Category Archives: LexPoMo 2015

Poems submitted during the Lexington Poetry Month 2015 Writing Challenge

Mantras to Geography

Captivity is freedom
Freedom is choice
Choice is salvation

I’m much too lucky to be where I am
Much too stupid to score as high as I do
Much too surly, to be so happy

I went to the sea, or as close to it as I could get
Divine wind brought me back
one more shipwreck in the bluegrass.
 
I’m not drinking salt water, when manna is all around.
I’m not looking for imaginary friends when so many are here
I’m right where I want to be
 
Providence isn’t just a place in Rhode Island
I think Providence is a Kentucky kind of state.

Unbelief

I don’t believe God
Has a gender
Maybe both
No color
Maybe all
No religion
Whom would S/he worship?
No politics
Who would govern God?
I do not believe God
Is human
Who would have made God?
I believe God is Spirit
The Holy Spirit Which
Lives and Moves
And Has Being
In humans
And animals
And plants
And planets
And suns
And universes
Ad Infinitum
I believe Love,
As they say,
Makes the world go ‘round.

Sofiah Sexton, June 16, 2015

Billboards of St. Petersburg

(list poem from MLK Day on I-275)

Old people short of breath
babies with wrist-sprain and joint-pain
urgent care close to surging tide
warm clime for personal injury
every exit a dolphin’s tail
Amish vacation just down the road
Dali’s whales beached on white sand
the treat of Magic Kingdom out of tricks
kind insurance for life’s mean surprises
lads go to college with army Sargent
light beer, testosterone on tap
filtered Kools say you can live to eighty
in the state of melanoma, Eskimos
     with naked toes
rainbow legs dangle from broken piers
gated homes for wealthy widows
poor women sugared to death
a public service where coke and pepsi
     clog your veins
role model gladiators
low rent alligators
two years of pineapple on the dole
rich kids cocooned from middle class yids
my god, Whitman touting i-pads
and Martin’s dream hoisted above Target.
Peaceful end at the toll on Sunshine Skyway

The Man Dressed In Red Velvet Gave Milk

 

               inspired by a recent prompt, posted by Accents Publishing, suggesting that one take words and phrases from a book of poetry’s table of contents, create a title then take words and phrases from at least fifteen poems in that book and create a poem from there. I attempted this using Nikky Finney’s Head Off & Split.

 

 

The words pay your Indian Head,

were poised in the corner of her slightly parted lips

ready to be spoken as gently as if it was the last time,

more delicate than lace, more articulate than ivory keys,

by a woman with pom pom legs.

The elder woman, in her favorite sitting chair,

chewing down an old bone,

stated to her lover,

guillotined and gutted

would he be

if cheating took place

in the apple of the kitchen

blooming around her.

Her fists balled in sweet anticipation

for the moment when the three heads

united, loved and departed.

Eloise

My aunt lived in the tallest building
in Paducah on the nineteenth floor
of public housing, curtains drawn,
hands wrung, mind strung
like a string just before it snaps

On her table a youthful shot
of her in thin dress and thick
Kelly hair and when I touched
the edge of the frame I thought
it must be someone else’s soul

And though I was mistaken
she lapsed from her body,
so alive and eager in the photo,
after Pearl Harbor, when voices
colored her dreams with gunmetal

El-low-weeze  they would say
El-low-weeze, Eat-your-peas

 
 

World Cup Strategy for the United States

To win your first World Cup in 16 years, take risks.
The rest of the world has come to play, too.

No more drumming your fingers during the anthem
or waving to the fans or kissing the goalpost.

Forget the last failed shot. Press high up the field
and dribble at defenders. Show swagger with each possession.

Make probing runs from varied angles. Be fast
and relentless and create surprises.

Have the face of an angel and tackle like a beast.

Lessons you learn when your car breaks down

1. You can put quite a few miles on a pair of $2.53 Old Navy flip flops.

2. Just because you’ve been neighbors for four years……doesn’t guarantee……if they see you walking home, they’ll stop and give you a ride the rest of the way……even if it’s pouring rain!

3. Who needs the Camino de Santiago or Appalachian trails, when you can have an enlightening experience walking from 6th Street to Richmond Rd. ( Specifically Lake Park Rd……where you won’t find any Saints buried, but you’re sure to see at least one box turtle, and/or goose rotting on the side of the road.) 

4. Don’t smile at anyone on the bus, unless you’re prepared to listen to……how to install an engine in a 1986 Camero. ( I smile at everyone, and actually, this only happened once.)

5. You begin to see Lextran busses as some sort of mega-metal super heroes that save your day!

6. You can live without a car, and live to write a poem about it.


### What the exercise asks
Give the records again. Keep them exact and leave out the images.
========
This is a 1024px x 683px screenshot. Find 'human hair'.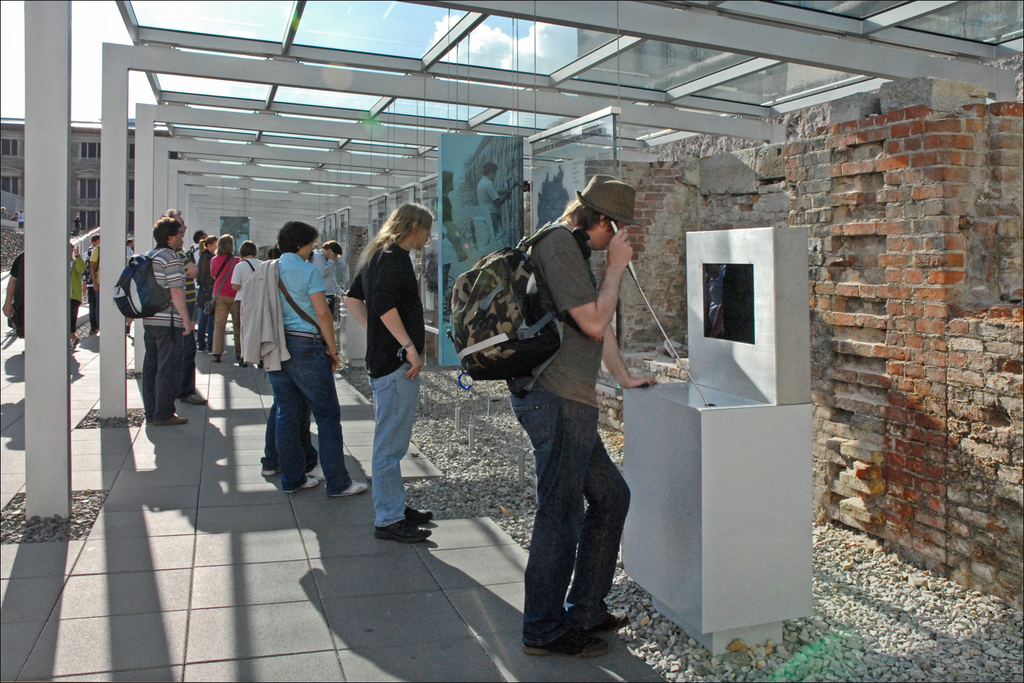
Bounding box: [365, 205, 430, 271].
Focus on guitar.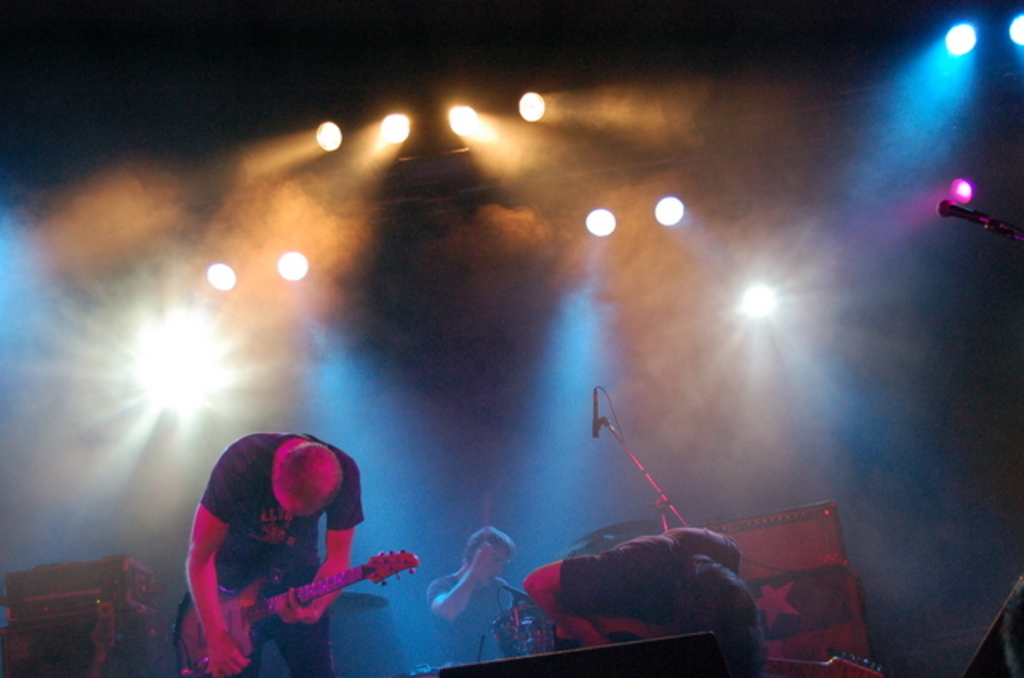
Focused at {"left": 173, "top": 553, "right": 427, "bottom": 676}.
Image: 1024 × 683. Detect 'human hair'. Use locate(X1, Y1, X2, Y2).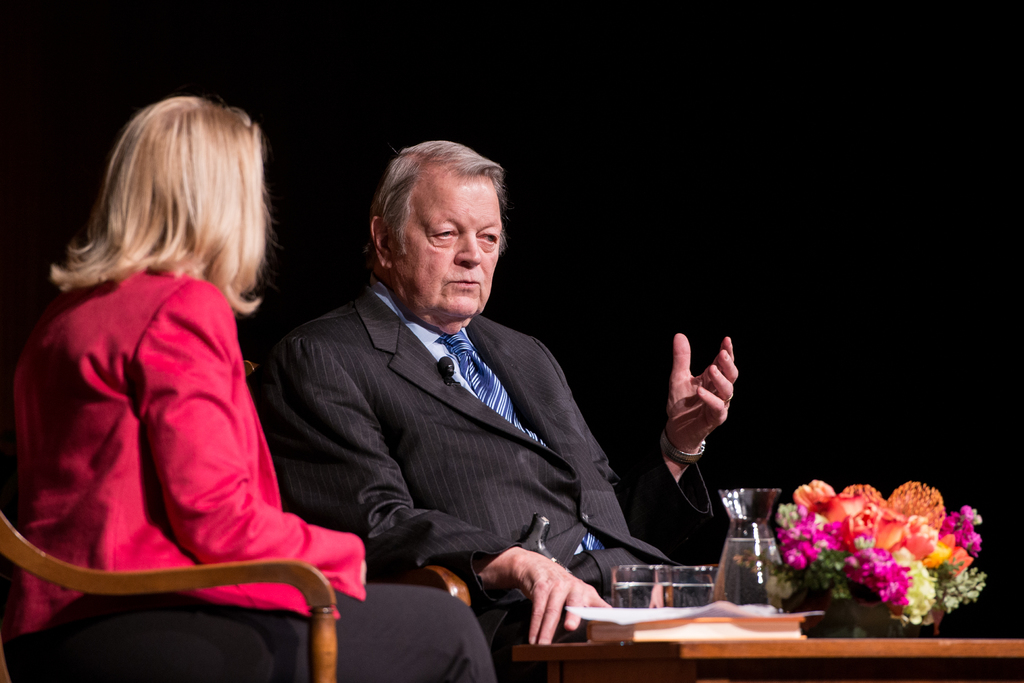
locate(58, 96, 284, 359).
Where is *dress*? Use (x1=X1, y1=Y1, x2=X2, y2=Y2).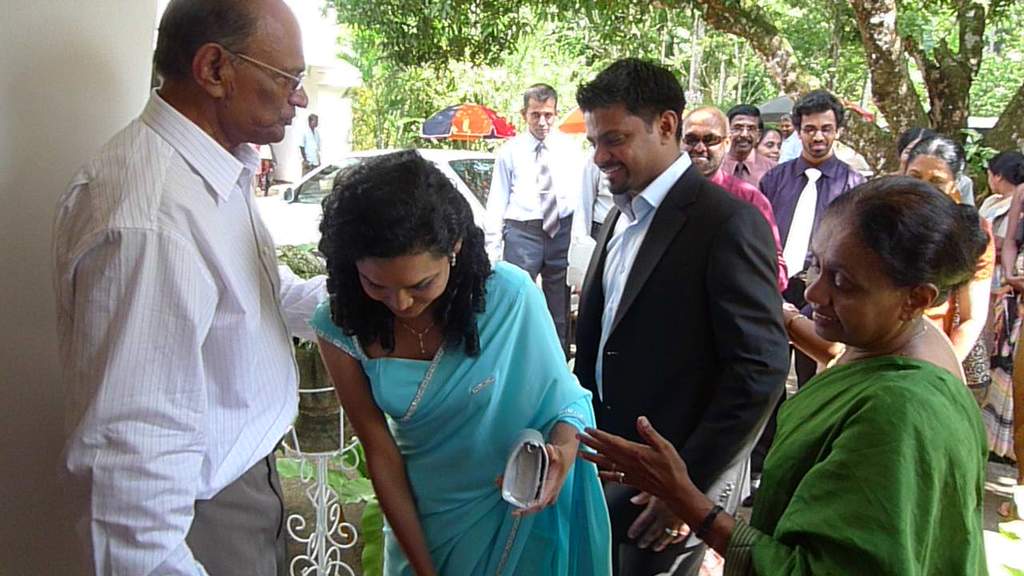
(x1=978, y1=211, x2=1023, y2=462).
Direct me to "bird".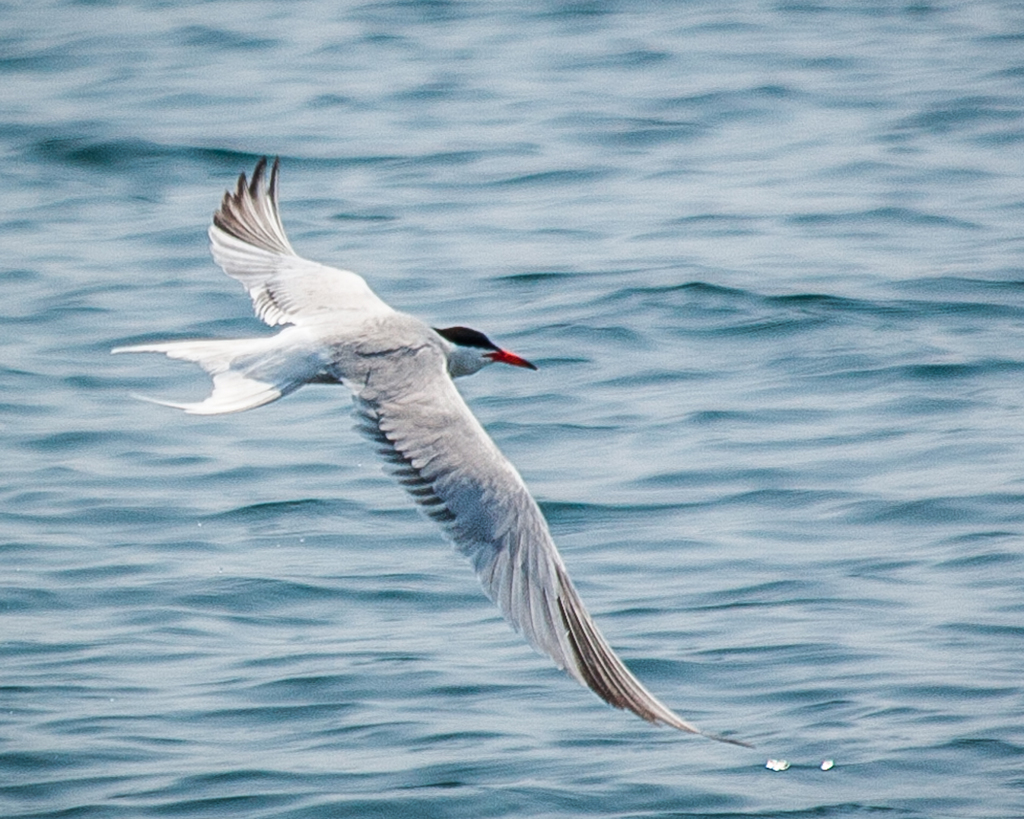
Direction: (left=152, top=217, right=668, bottom=731).
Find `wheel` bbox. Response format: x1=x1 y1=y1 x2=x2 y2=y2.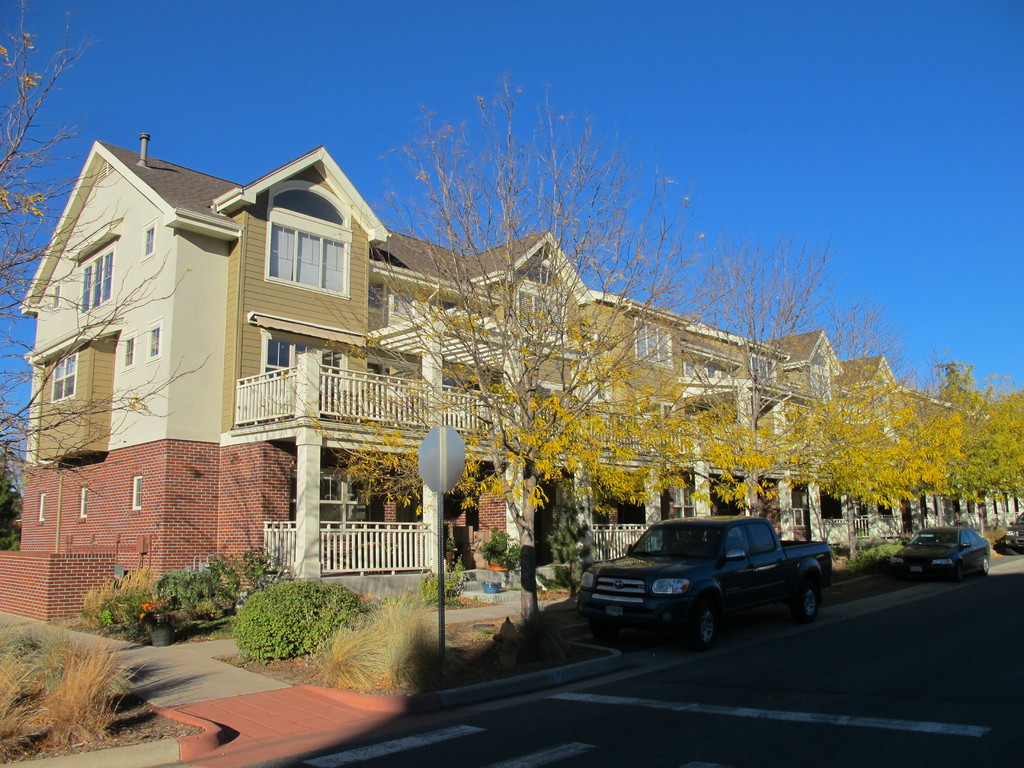
x1=984 y1=556 x2=993 y2=577.
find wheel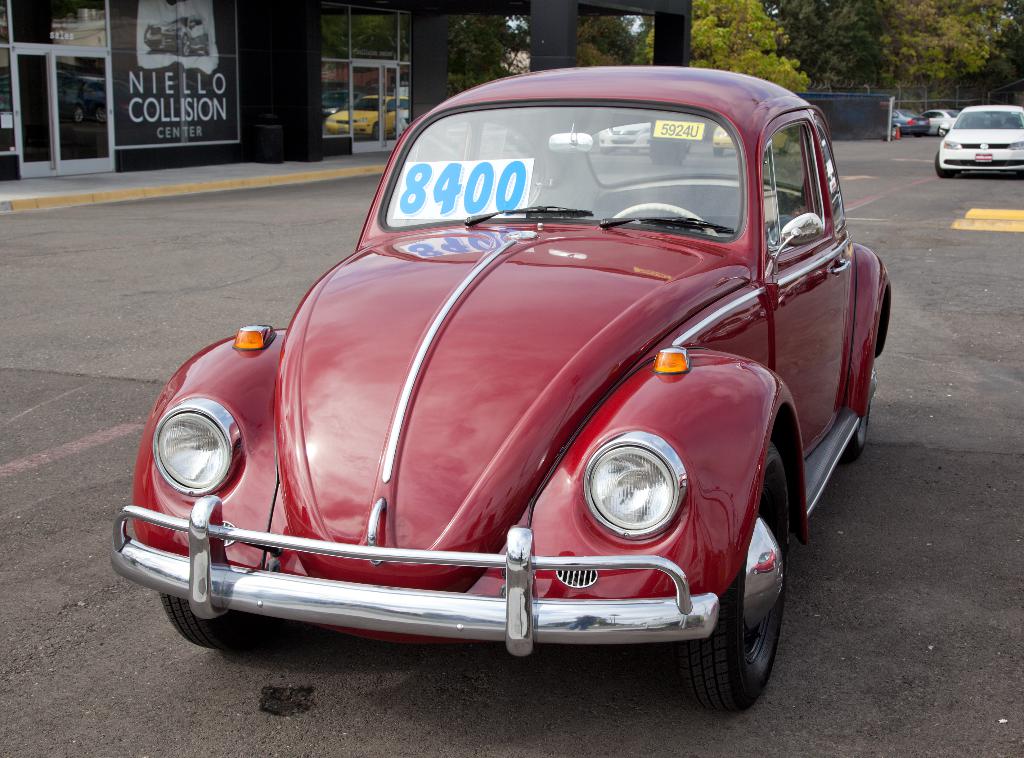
========
### Exercise result
This is a 1024px x 683px screenshot. Find 'human hair'.
Bounding box: [365, 205, 430, 271].
Focus on guitar.
Focused at {"left": 173, "top": 553, "right": 427, "bottom": 676}.
Image: 1024 × 683. Detect 'human hair'. Use locate(X1, Y1, X2, Y2).
locate(58, 96, 284, 359).
Where is *dress*? Use (x1=X1, y1=Y1, x2=X2, y2=Y2).
(x1=978, y1=211, x2=1023, y2=462).
Direct me to "bird".
Direction: (left=152, top=217, right=668, bottom=731).
Find `wheel` bbox. Response format: x1=x1 y1=y1 x2=x2 y2=y2.
x1=984 y1=556 x2=993 y2=577.
find wheel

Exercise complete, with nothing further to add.